We are moving through a time when the majority of information is being stored digitally, and only digitally. Memos, letters, pictures, books, even movies, all only exist—in an increasingly large percentage—only as binary ones and zeroes on some form of digital media. Add to this all the information that exists only on websites, and you have a staggering amount if information that is, essentially, ephemeral. The British Library warns that we are already losing information, some of it important cultural information, from websites that come and go with the cultural tides. Additionally, irreplaceable scientific data may have already been lost through our inexorable march from one media to the other.

Have any old cassette tapes? Any old 3.5″ floppy disks? A tape drive for your old PC? Have any music or video stored in MP2 format? I do, and all that data—old music, pictures, stories, poems—is lost because I can no longer access it.

Let me put it this way: I have, on my desk, an edition of the Bible, printed in 1701 (pictured), complete with explications and marginalia. I can read this just as easily today as Isaac Newton could have (okay, not quite as easily, as my Latin isn’t as good as his was). I have a book, purchased in the late 90s, for use with my REB1000 eBook reader (yes, I was one of the first to try an e-reader). I cannot read it. My REB1000 is long gone, and the book’s proprietary format is indecipherable. Think about that: I can read the first book, in its original form, three centuries after it was published, and yet I can’t even view the one I bought less than twenty years ago. And don’t get me started on how many times I’ve had to buy The White Album…

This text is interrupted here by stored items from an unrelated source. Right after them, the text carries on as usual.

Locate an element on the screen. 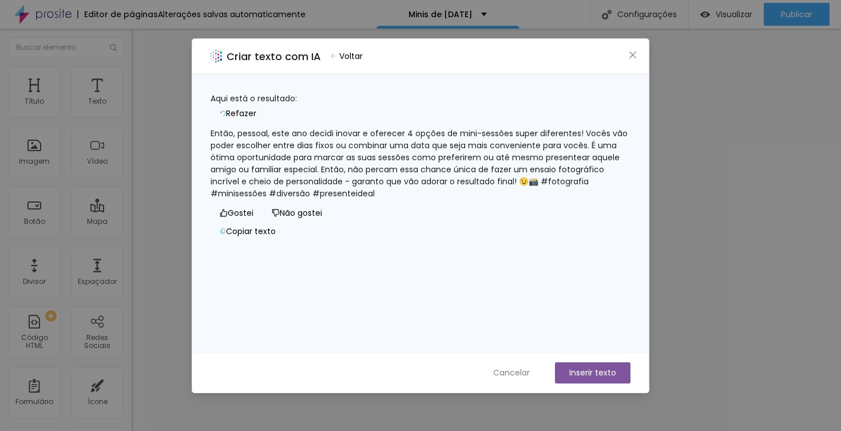 This screenshot has height=431, width=841. button: Voltar is located at coordinates (347, 56).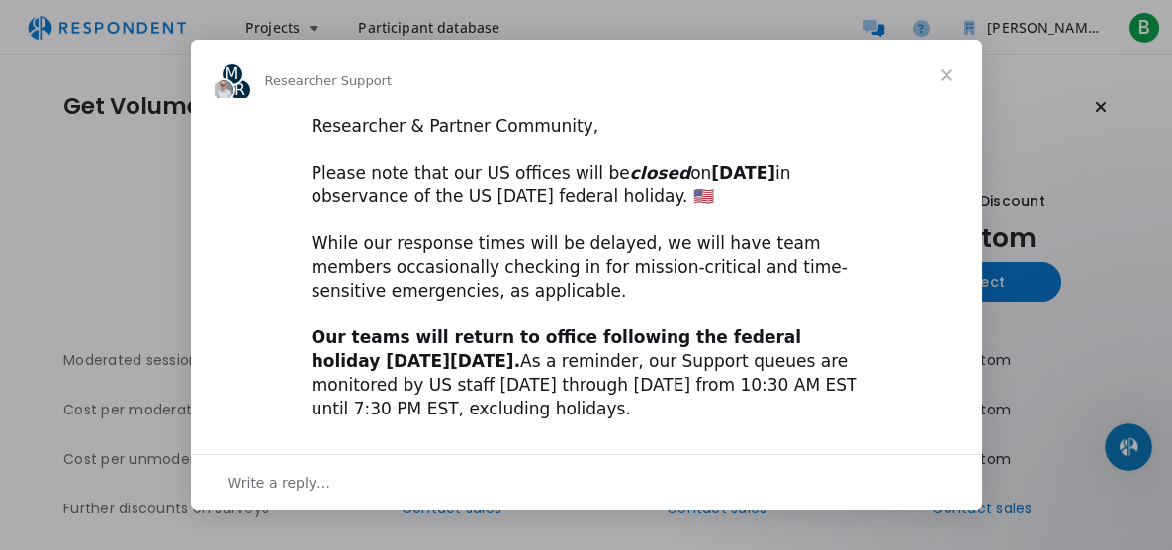 The image size is (1172, 550). I want to click on div: M, so click(232, 74).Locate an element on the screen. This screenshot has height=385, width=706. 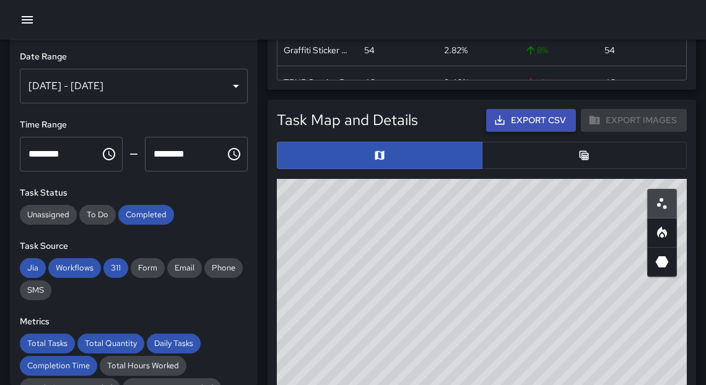
div: TPUP Service Requested is located at coordinates (318, 82).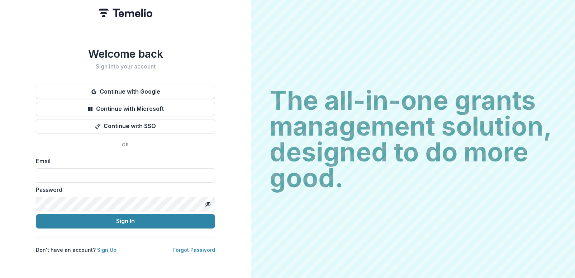  I want to click on p: Don't have an account?, so click(76, 250).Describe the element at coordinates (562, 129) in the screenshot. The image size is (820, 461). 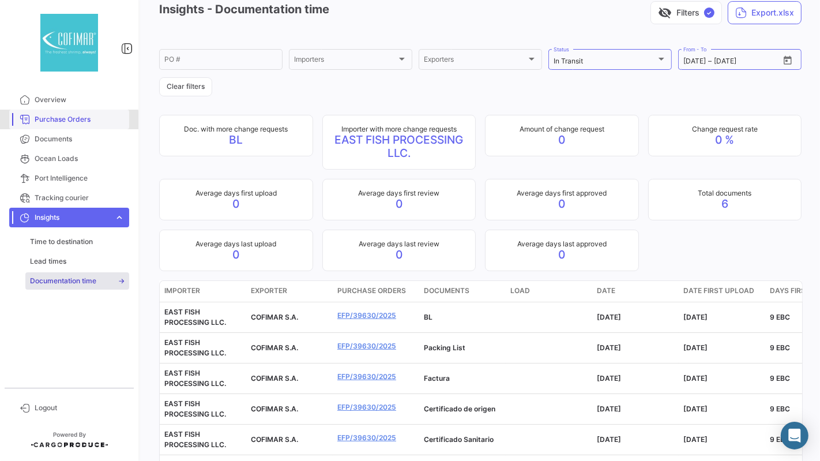
I see `div: Amount of change request` at that location.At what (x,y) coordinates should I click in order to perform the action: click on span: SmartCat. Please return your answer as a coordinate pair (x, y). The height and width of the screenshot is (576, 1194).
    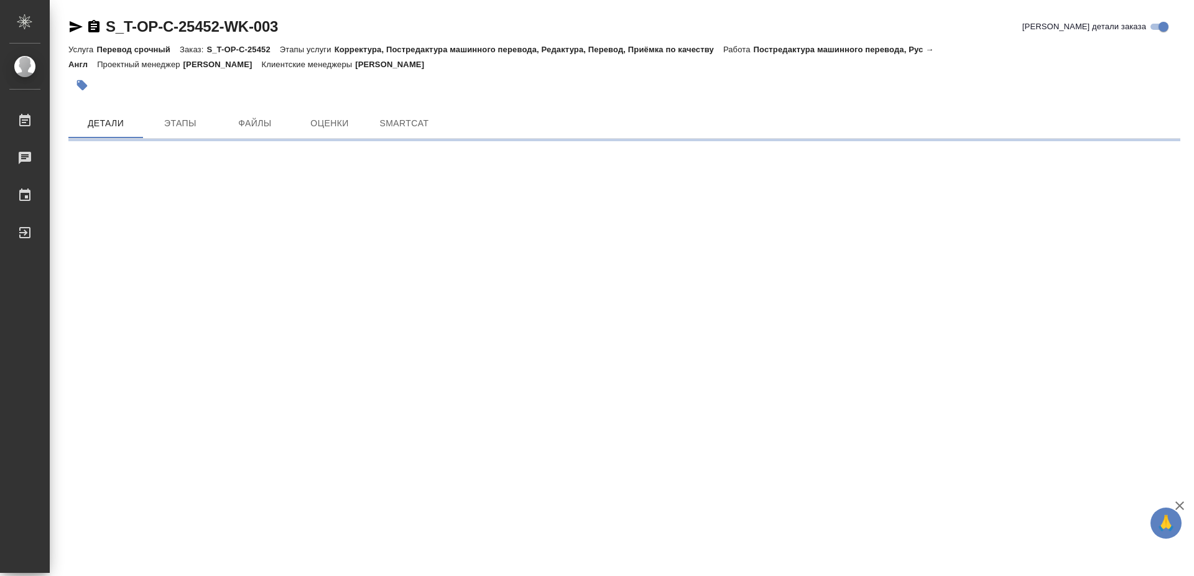
    Looking at the image, I should click on (404, 123).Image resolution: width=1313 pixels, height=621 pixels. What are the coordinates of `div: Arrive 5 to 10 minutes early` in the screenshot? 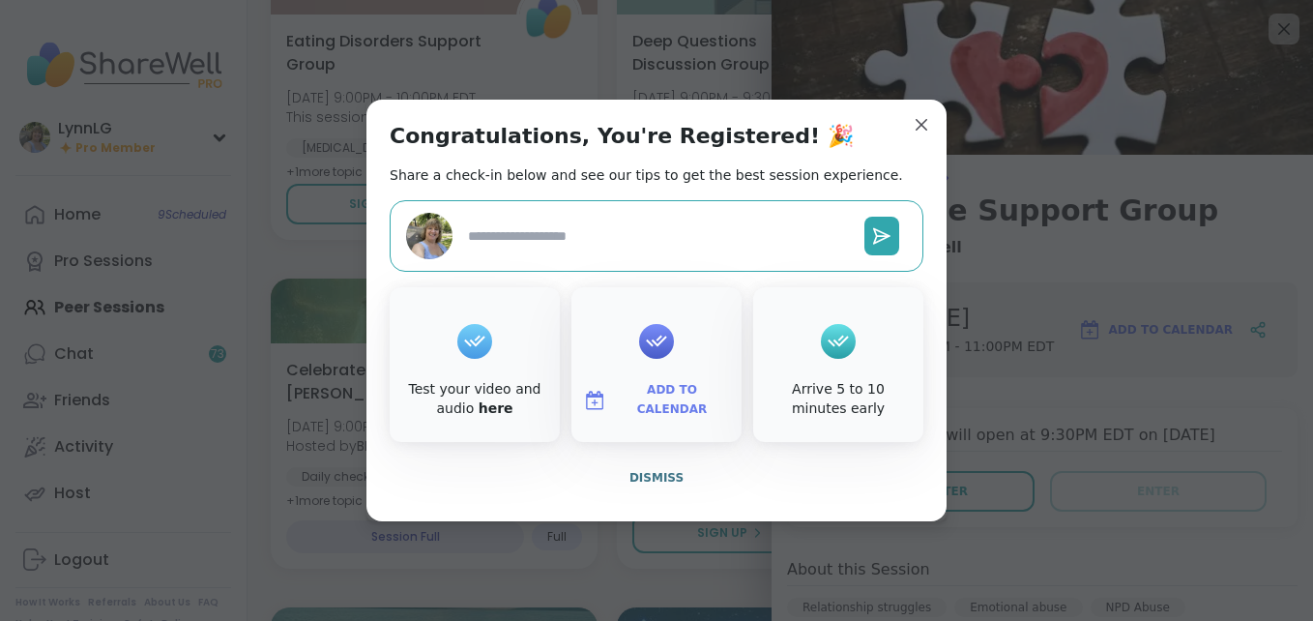 It's located at (838, 398).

Fast-forward 300 years…what will future historians find, looking back on this time? All the websites from our time are gone (What? You think Google is backing them up? Think again!). All the music, stored and delivered digitally, is in a format they can’t decode. Billions upon billions of photos, personal and professional, were lost simply through hard drive crashes. And books? The explosion of the e-book/e-reader market crushed the hardcopy publishing industry and many books, bestsellers in their day, were published only in electronic format. Think that 300-year old Kindle will fire up?

It’s not that we can’t retain all this data, and it’s not that we can’t transfer or convert all these media as new formats emerge. It’s just that we aren’t doing so.

As a species, we have all the foresight of a bug flying down the interstate. Time and again, we simply do not see the semi heading toward us until we’re splattered on the windscreen. The future may look bright and shiny, from our point of view, but from up there in the future, the view back may be much darker than we imagine.